The hill was settled by the Etruscans -- Rome before Rome -- and just across there’s the Palatine Hill, where legend says Rome was founded by Romulus and Remus in 753 BC. In between the hills lies the Forum, the heart of the Roman Republic, and beyond that, the Colosseum, the most recognizable monument of Imperial Rome. Nearby is the Mamertine Prison, which tradition says held Saints Peter and Paul, among the city’s most important Early Christian-era memories.
Medieval Rome survives in the interior of Santa Maria in Aracoeli, while the Renaissance is there in Michelangelo’s dramatic redesign of the Piazza del Campidoglio. The Capitoline Museums overflow with masterpieces from Baroque Rome, and Enlightenment Rome appears almost by accident: while listening to friars at Aracoeli in 1764, Edward Gibbon conceived The Decline and Fall of the Roman Empire, an early attempt to explain Rome’s collapse through evidence instead of legend.
Post-unification Rome is present in the massive Vittoriano monument on Piazza Venezia, and Fascist Rome with all that was destroyed to construct Via dei Fori Imperiali, carved through earlier layers so Benito Mussolini could stage military parades with the Colosseum as a backdrop.

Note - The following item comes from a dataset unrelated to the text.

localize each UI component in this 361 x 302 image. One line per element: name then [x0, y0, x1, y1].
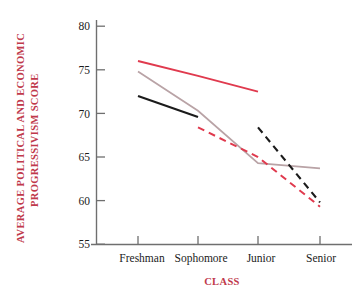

And now Modern Rome has added itself with the stunning new Colosseo Metro station, opened last month after more than a decade of excavations.

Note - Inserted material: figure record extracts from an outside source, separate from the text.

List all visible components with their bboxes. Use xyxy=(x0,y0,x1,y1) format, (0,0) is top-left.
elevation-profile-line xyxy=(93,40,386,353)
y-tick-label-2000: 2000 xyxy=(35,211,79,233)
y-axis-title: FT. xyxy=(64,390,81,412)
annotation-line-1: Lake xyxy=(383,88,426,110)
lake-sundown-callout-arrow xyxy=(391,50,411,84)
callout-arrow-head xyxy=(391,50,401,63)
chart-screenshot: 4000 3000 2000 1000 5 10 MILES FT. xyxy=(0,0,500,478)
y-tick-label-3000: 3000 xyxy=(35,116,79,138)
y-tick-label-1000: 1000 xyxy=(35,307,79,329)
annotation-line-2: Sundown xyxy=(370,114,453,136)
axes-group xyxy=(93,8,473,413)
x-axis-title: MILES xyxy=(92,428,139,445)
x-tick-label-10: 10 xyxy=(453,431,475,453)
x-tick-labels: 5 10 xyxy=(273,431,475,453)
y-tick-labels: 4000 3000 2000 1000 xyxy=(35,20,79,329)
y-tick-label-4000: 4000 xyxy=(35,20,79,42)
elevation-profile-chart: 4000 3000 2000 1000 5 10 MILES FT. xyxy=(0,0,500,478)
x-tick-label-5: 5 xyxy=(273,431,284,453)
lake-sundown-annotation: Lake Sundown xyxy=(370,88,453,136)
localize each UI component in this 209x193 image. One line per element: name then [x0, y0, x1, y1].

Along the way, very little was replaced. It accumulated.
I lived near the Capitoline Hill for many years, just off Via di San Teodoro. It was so much a part of the daily routine for my dog, Mocha that even now, three years after moving away, she still pulls on her leash when we pass by. It usually doesn’t take much for her to convince me to return.
Mocha isn’t much of a history buff. But when I take people to the Capitoline, there’s one thing I always point out: the church of San Lorenzo in Miranda. It’s a Baroque church built within the confines of a second-century Roman temple that was dedicated to Emperor Antoninus Pius and his wife Faustina.

At the back of the church, there’s a door that leads to nothing. Open it and you’d fall four meters to the ground below.
It’s not there by mistake. When the church was completed in 1614, that was ground level. It’s on the same level as the road in front of the church and as the ones where I used to live on the opposite side. What we see of the Forum today only appeared after excavations starting in the late 18th century.
I think visualizing that drop goes a long way toward explaining Rome -- especially to someone in a hurry.
These shorter Dispatch pieces appear every other Tuesday, in the weeks between the long-form features. Come back next week for another full essay.




I've had to take friends and my mother through Rome in anywhere from an afternoon to 3 days. I remember when I took a friend through Rome in an afternoon and I was the guide, it was a walking tour to the big places, the been there, done that kind of tour; which isn't my groove, but like you said, the question still comes up and that's what she wanted to do.
What does someone want to get out of it beyond, the been there done that mentality? I'm content these days to unpack the bag once and just hang out in Testaccio, walk the Tiber each morning and pick a different route on the way back. Get a coffee standing up, a shaved iced in hot weather, shop at the market, drink a Peroni in the afternoon outside, never have to drive a vehicle. Find a new place to eat, drink.
Thanks for advocating for mindful tourism, so critical. I'd love to hear Mocha's perspective about her favorite Rome walks, too!
Campidoglio is a great pick, Eric! It reminds me of the first time I visited Rome, I was with my aunt. In the 90s. The very moment we got there, she immediately was asked if she spoke English, which she did really well as she worked as an executive for an American company back then. It turned out they urgently needed an English - Italian translator for a wedding that was about to take place in Campidoglio, as the official interpreter wasn't there yet and they were terribly late with the ceremony. So I happened to go to an English wedding in Campidoglio! With my aunt celebrating. In my tourist clothes.